James Ransom, YU Associate
Recently, Nesta launched a report exploring how cities and regions collaborate internationally on innovation. If done effectively, international collaborations offer the opportunity to hit multiple policy priorities: levelling up regions, boosting investment in R&D towards 2.4 percent of GDP, and strengthening overseas relationships post-Brexit.
Cities and regions have a long history of forging overseas relationships directly with international partners. So-called ‘municipal internationalism’ thrived in the nineteenth century, culminating in the formation of the International Union of Local Authorities in 1913. Today, ambitious city regions across Europe have overseas offices (often in Brussels) and a complex web of relationships around the world. As Shane Ewen and Michael Hebbert put it, ‘the spirit of the Hanseatic League is alive and well in Europe’s town halls’.
There has been renewed interest in the topic in recent years. ‘Decentralised Development Cooperation’ is promoted by the likes of the OECD as means to help cities and regions achieve the UN Sustainable Development Goals. City diplomacy is an established academic field. I even published some musings of my own on the topic back in 2016.
The Nesta report is, however, valuable for considering how international collaborations can boost policy innovation (for leaders and governments), systems innovation (to address longer-term systemic issues of institutional capacity) and partnerships innovation (between government and business, universities, and other institutions) at the local level. The latter, in particular, is significant. Michele Acuto has observed that the average distance between a city hall and the closest major university is just under four kilometres in four of the major city networks. Strong, strategic partnerships at local level can only help strengthen international ones.
One effect of COVID-19 will be a greater role for universities and other civic bodies in regional collaborations. According to the Nesta report, ‘these are repeatedly viewed as critical and under-tapped intermediaries in peer-to-peer collaboration, because they have additional and more durable capacity as well as the ability to pedagogically transmit key principles, codify lessons and develop processes for distributed on-the-ground implementation’. Initiatives such as the EUniverCities network, in which medium-sized cities and their universities work together, offer a glimpse at what this may look like as a formalised structure.
For Yorkshire, the relationships that exist in the region between universities and LEPs, Combined Authorities, metro mayors, and local authorities provide a solid base to build upon. Both local government and the region’s universities have a wide set of relationships with counterparts around the world. The extent of city twinning in the region (which exploded in popularity after world war two) provide an insight into the range of partners: Hull is twinned with several cities, including Rotterdam in the Netherlands and Niigata, Japan. York and Bradford both have twins in France and Germany. Sheffield’s twins include Chengdu in China, Kawasaki, Japan and Pittsburgh, United States. Leeds is twinned with several cities including Hangzhou in China, Dortmund, Germany, and Durban, South Africa.
The multiple policy priorities of levelling up, boosting investment in R&D, and strengthening overseas relationships – ambitious even before COVID-19 struck – mean we need to bring universities into the centre of efforts to collaborate internationally on innovation. This would provide a timely boost to the concept of ‘Global Britain’.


What to work on: Leave out every line before the one containing "You are a GUI", and set down that line and the rest through the end of the listing exactly.

[Opening Supplied material section]

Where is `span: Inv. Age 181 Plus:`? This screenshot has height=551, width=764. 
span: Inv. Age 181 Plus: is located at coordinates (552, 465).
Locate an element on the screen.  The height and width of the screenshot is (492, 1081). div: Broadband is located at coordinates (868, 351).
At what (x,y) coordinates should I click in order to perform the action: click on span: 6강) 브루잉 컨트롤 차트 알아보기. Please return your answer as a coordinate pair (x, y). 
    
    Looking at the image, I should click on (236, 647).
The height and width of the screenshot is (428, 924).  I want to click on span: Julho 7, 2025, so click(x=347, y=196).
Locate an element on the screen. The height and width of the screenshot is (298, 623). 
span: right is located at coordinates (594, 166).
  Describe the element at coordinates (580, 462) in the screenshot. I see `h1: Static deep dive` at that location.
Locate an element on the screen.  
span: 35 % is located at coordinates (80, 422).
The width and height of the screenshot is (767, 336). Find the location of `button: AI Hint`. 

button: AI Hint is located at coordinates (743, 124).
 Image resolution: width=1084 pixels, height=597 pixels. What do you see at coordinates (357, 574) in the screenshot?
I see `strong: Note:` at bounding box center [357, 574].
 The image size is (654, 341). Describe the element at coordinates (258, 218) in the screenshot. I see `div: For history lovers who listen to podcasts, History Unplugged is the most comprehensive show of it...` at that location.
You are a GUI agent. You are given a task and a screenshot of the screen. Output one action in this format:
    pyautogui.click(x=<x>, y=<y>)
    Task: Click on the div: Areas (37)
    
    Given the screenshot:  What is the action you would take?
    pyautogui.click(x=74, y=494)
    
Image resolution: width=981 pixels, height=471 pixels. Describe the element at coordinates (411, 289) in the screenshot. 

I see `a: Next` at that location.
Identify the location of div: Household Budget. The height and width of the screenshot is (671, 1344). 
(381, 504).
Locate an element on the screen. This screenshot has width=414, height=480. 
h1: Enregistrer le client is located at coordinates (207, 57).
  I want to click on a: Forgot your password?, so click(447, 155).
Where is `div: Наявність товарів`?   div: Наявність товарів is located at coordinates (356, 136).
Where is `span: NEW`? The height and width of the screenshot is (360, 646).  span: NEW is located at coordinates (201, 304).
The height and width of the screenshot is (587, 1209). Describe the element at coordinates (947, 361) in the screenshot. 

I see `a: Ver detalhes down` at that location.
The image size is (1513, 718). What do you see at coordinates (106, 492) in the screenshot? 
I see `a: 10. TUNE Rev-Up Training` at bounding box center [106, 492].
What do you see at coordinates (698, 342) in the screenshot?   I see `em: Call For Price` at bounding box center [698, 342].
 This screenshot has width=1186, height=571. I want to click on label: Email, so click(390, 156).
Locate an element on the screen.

[Closing Supplied material section]

Expected output:
You are a GUI agent. You are given a task and a screenshot of the screen. Output one action in this format:
    pyautogui.click(x=<x>, y=<y>)
    Task: Click on the div: Areas (37)
    
    Given the screenshot:  What is the action you would take?
    pyautogui.click(x=74, y=494)
    
Image resolution: width=981 pixels, height=471 pixels. Describe the element at coordinates (411, 289) in the screenshot. 

I see `a: Next` at that location.
Identify the location of div: Household Budget. The height and width of the screenshot is (671, 1344). 
(381, 504).
Locate an element on the screen. This screenshot has width=414, height=480. 
h1: Enregistrer le client is located at coordinates (207, 57).
  I want to click on a: Forgot your password?, so click(447, 155).
Where is `div: Наявність товарів`?   div: Наявність товарів is located at coordinates (356, 136).
Where is `span: NEW`? The height and width of the screenshot is (360, 646).  span: NEW is located at coordinates (201, 304).
The height and width of the screenshot is (587, 1209). Describe the element at coordinates (947, 361) in the screenshot. 

I see `a: Ver detalhes down` at that location.
The image size is (1513, 718). What do you see at coordinates (106, 492) in the screenshot? 
I see `a: 10. TUNE Rev-Up Training` at bounding box center [106, 492].
What do you see at coordinates (698, 342) in the screenshot?   I see `em: Call For Price` at bounding box center [698, 342].
 This screenshot has width=1186, height=571. I want to click on label: Email, so click(390, 156).
Locate an element on the screen.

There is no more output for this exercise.